Do you have any evidence or argument to support your contention that disputes about whether (e.g.) real numbers, infinite sets, tables, electrons, symphonies, and justice, “exist” are best regarded as disputes about those things rather than about existence? Here, it seems that you’ve just asserted it repeatedly (in a way that, for me, pattern-matches to “not really as confident about this as s/he makes out”).
I agree with shminux that, given the extent to which people at least think they disagree about what “existence” means and how it works, blithely describing it as “unproblematic” seems overoptimistic.
The argument against infinity that you sketch here sounds to me like utter nonsense. First you say it’s “conceptually possible” that some things are distinguishable only by the fact of being different things. (Maybe so, though I’m not convinced and you offer no actual reason for thinking so.) Then you apparently go on to assume that if there are infinite sets then there are infinite sets of “brutely distinguishable” things (by no means obvious; perhaps some kinds of things can be collected into infinite sets and some can’t), and that two sets of “brutely distinguishable things” can’t be distinguished except by their cardinality (why? why can’t they be distinguished by being brutely different things themselves?). And then you say this implies that any two such sets of equal cardinality are in fact the same thing, which makes absolutely no sense at all in conjunction with the proposal that some things are distinguishable by the fact of being different things and by nothing else.
The following paragraph (“we are able to distinguish points that exist from those that don’t exist”) also seems nonsensical. There are no points that don’t exist; that’s what “don’t exist” means. There might be apparent-descriptions-of-points that turn out not to apply to any actual points, but that isn’t at all the same and doesn’t seem like it does the work you want the distinction between existent points and nonexistent points to do.
Having dismissed the idea that questions like “do numbers exist?” are questions about existence rather than about numbers, it seems very odd that you then say “If finitude is a condition for existence, we’ve learned something new about the concept of existence”. Why isn’t it just finitude and infinitude about which we’ve allegedly learned something, just as you claim that learning that numbers do or don’t exist would be learning something about numbers and not about existence itself?
The last paragraph seems rather close to word salad to me.
Presumably there’s some reason why you’re posting this stuff—you’re working up to some big general theory, or you think many people are terribly confused about existence (though I don’t know how you’d reconcile that with calling it “so unproblematic”), or something. Would you care to say a bit about the bigger picture this is meant to contribute to?
I’m afraid this all seems terribly confused.
Do you have any evidence or argument to support your contention that disputes about whether (e.g.) real numbers, infinite sets, tables, electrons, symphonies, and justice, “exist” are best regarded as disputes about those things rather than about existence? Here, it seems that you’ve just asserted it repeatedly (in a way that, for me, pattern-matches to “not really as confident about this as s/he makes out”).
I agree with shminux that, given the extent to which people at least think they disagree about what “existence” means and how it works, blithely describing it as “unproblematic” seems overoptimistic.
The argument against infinity that you sketch here sounds to me like utter nonsense. First you say it’s “conceptually possible” that some things are distinguishable only by the fact of being different things. (Maybe so, though I’m not convinced and you offer no actual reason for thinking so.) Then you apparently go on to assume that if there are infinite sets then there are infinite sets of “brutely distinguishable” things (by no means obvious; perhaps some kinds of things can be collected into infinite sets and some can’t), and that two sets of “brutely distinguishable things” can’t be distinguished except by their cardinality (why? why can’t they be distinguished by being brutely different things themselves?). And then you say this implies that any two such sets of equal cardinality are in fact the same thing, which makes absolutely no sense at all in conjunction with the proposal that some things are distinguishable by the fact of being different things and by nothing else.
The following paragraph (“we are able to distinguish points that exist from those that don’t exist”) also seems nonsensical. There are no points that don’t exist; that’s what “don’t exist” means. There might be apparent-descriptions-of-points that turn out not to apply to any actual points, but that isn’t at all the same and doesn’t seem like it does the work you want the distinction between existent points and nonexistent points to do.
Having dismissed the idea that questions like “do numbers exist?” are questions about existence rather than about numbers, it seems very odd that you then say “If finitude is a condition for existence, we’ve learned something new about the concept of existence”. Why isn’t it just finitude and infinitude about which we’ve allegedly learned something, just as you claim that learning that numbers do or don’t exist would be learning something about numbers and not about existence itself?
The last paragraph seems rather close to word salad to me.
Presumably there’s some reason why you’re posting this stuff—you’re working up to some big general theory, or you think many people are terribly confused about existence (though I don’t know how you’d reconcile that with calling it “so unproblematic”), or something. Would you care to say a bit about the bigger picture this is meant to contribute to?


◆ **What you should do**:
Read the data and repeat all of it exactly.

··· Listed entries

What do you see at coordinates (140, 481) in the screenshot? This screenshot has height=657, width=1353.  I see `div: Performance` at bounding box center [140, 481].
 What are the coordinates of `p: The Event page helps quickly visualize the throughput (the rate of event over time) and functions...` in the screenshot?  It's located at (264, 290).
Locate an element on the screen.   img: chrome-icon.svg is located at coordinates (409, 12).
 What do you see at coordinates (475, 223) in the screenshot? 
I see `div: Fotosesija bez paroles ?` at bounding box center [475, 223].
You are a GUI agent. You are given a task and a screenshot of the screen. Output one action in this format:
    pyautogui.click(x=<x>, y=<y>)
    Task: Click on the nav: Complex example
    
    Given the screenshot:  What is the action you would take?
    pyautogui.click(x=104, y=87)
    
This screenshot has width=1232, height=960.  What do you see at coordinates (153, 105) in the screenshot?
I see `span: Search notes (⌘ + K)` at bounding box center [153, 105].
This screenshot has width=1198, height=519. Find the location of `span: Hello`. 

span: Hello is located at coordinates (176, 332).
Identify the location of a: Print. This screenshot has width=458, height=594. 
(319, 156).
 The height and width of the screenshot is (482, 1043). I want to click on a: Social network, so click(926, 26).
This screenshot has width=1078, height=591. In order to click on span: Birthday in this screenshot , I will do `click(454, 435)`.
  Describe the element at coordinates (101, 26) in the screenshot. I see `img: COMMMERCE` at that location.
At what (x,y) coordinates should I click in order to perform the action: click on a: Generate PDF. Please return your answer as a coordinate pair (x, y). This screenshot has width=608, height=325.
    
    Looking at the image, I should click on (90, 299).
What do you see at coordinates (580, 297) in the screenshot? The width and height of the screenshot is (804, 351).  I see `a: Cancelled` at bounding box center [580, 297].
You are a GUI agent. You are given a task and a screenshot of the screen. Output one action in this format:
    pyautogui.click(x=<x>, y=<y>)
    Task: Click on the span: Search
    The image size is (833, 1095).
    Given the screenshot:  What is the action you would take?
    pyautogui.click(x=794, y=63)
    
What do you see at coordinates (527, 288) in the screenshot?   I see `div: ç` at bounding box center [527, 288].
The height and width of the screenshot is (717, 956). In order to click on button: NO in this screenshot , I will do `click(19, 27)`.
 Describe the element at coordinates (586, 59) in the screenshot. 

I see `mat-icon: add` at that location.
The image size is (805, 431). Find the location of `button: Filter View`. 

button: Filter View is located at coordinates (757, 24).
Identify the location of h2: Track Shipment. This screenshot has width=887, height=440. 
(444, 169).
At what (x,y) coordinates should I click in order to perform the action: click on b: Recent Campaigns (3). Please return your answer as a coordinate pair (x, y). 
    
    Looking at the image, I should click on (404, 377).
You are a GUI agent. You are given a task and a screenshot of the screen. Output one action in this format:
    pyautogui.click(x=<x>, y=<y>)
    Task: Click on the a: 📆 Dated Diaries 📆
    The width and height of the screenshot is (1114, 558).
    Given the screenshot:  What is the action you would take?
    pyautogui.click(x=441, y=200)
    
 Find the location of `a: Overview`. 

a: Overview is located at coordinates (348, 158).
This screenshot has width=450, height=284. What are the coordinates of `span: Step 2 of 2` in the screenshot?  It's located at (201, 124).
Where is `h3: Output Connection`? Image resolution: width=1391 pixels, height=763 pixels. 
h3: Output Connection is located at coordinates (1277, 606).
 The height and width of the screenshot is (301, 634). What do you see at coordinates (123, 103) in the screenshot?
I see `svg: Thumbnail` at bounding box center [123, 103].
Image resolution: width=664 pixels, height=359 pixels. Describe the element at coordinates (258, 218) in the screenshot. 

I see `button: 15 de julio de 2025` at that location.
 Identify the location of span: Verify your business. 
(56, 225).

······

◆ **Solution**:
What do you see at coordinates (140, 481) in the screenshot? This screenshot has height=657, width=1353.  I see `div: Performance` at bounding box center [140, 481].
 What are the coordinates of `p: The Event page helps quickly visualize the throughput (the rate of event over time) and functions...` in the screenshot?  It's located at (264, 290).
Locate an element on the screen.   img: chrome-icon.svg is located at coordinates (409, 12).
 What do you see at coordinates (475, 223) in the screenshot? 
I see `div: Fotosesija bez paroles ?` at bounding box center [475, 223].
You are a GUI agent. You are given a task and a screenshot of the screen. Output one action in this format:
    pyautogui.click(x=<x>, y=<y>)
    Task: Click on the nav: Complex example
    
    Given the screenshot:  What is the action you would take?
    pyautogui.click(x=104, y=87)
    
This screenshot has width=1232, height=960.  What do you see at coordinates (153, 105) in the screenshot?
I see `span: Search notes (⌘ + K)` at bounding box center [153, 105].
This screenshot has width=1198, height=519. Find the location of `span: Hello`. 

span: Hello is located at coordinates (176, 332).
Identify the location of a: Print. This screenshot has width=458, height=594. 
(319, 156).
 The height and width of the screenshot is (482, 1043). I want to click on a: Social network, so click(926, 26).
This screenshot has width=1078, height=591. In order to click on span: Birthday in this screenshot , I will do `click(454, 435)`.
  Describe the element at coordinates (101, 26) in the screenshot. I see `img: COMMMERCE` at that location.
At what (x,y) coordinates should I click in order to perform the action: click on a: Generate PDF. Please return your answer as a coordinate pair (x, y). This screenshot has width=608, height=325.
    
    Looking at the image, I should click on (90, 299).
What do you see at coordinates (580, 297) in the screenshot? The width and height of the screenshot is (804, 351).  I see `a: Cancelled` at bounding box center [580, 297].
You are a GUI agent. You are given a task and a screenshot of the screen. Output one action in this format:
    pyautogui.click(x=<x>, y=<y>)
    Task: Click on the span: Search
    The image size is (833, 1095).
    Given the screenshot:  What is the action you would take?
    pyautogui.click(x=794, y=63)
    
What do you see at coordinates (527, 288) in the screenshot?   I see `div: ç` at bounding box center [527, 288].
The height and width of the screenshot is (717, 956). In order to click on button: NO in this screenshot , I will do `click(19, 27)`.
 Describe the element at coordinates (586, 59) in the screenshot. 

I see `mat-icon: add` at that location.
The image size is (805, 431). Find the location of `button: Filter View`. 

button: Filter View is located at coordinates (757, 24).
Identify the location of h2: Track Shipment. This screenshot has width=887, height=440. 
(444, 169).
At what (x,y) coordinates should I click in order to perform the action: click on b: Recent Campaigns (3). Please return your answer as a coordinate pair (x, y). 
    
    Looking at the image, I should click on (404, 377).
You are a GUI agent. You are given a task and a screenshot of the screen. Output one action in this format:
    pyautogui.click(x=<x>, y=<y>)
    Task: Click on the a: 📆 Dated Diaries 📆
    The width and height of the screenshot is (1114, 558).
    Given the screenshot:  What is the action you would take?
    pyautogui.click(x=441, y=200)
    
 Find the location of `a: Overview`. 

a: Overview is located at coordinates (348, 158).
This screenshot has width=450, height=284. What are the coordinates of `span: Step 2 of 2` in the screenshot?  It's located at (201, 124).
Where is `h3: Output Connection`? Image resolution: width=1391 pixels, height=763 pixels. 
h3: Output Connection is located at coordinates (1277, 606).
 The height and width of the screenshot is (301, 634). What do you see at coordinates (123, 103) in the screenshot?
I see `svg: Thumbnail` at bounding box center [123, 103].
Image resolution: width=664 pixels, height=359 pixels. Describe the element at coordinates (258, 218) in the screenshot. 

I see `button: 15 de julio de 2025` at that location.
 Identify the location of span: Verify your business. 
(56, 225).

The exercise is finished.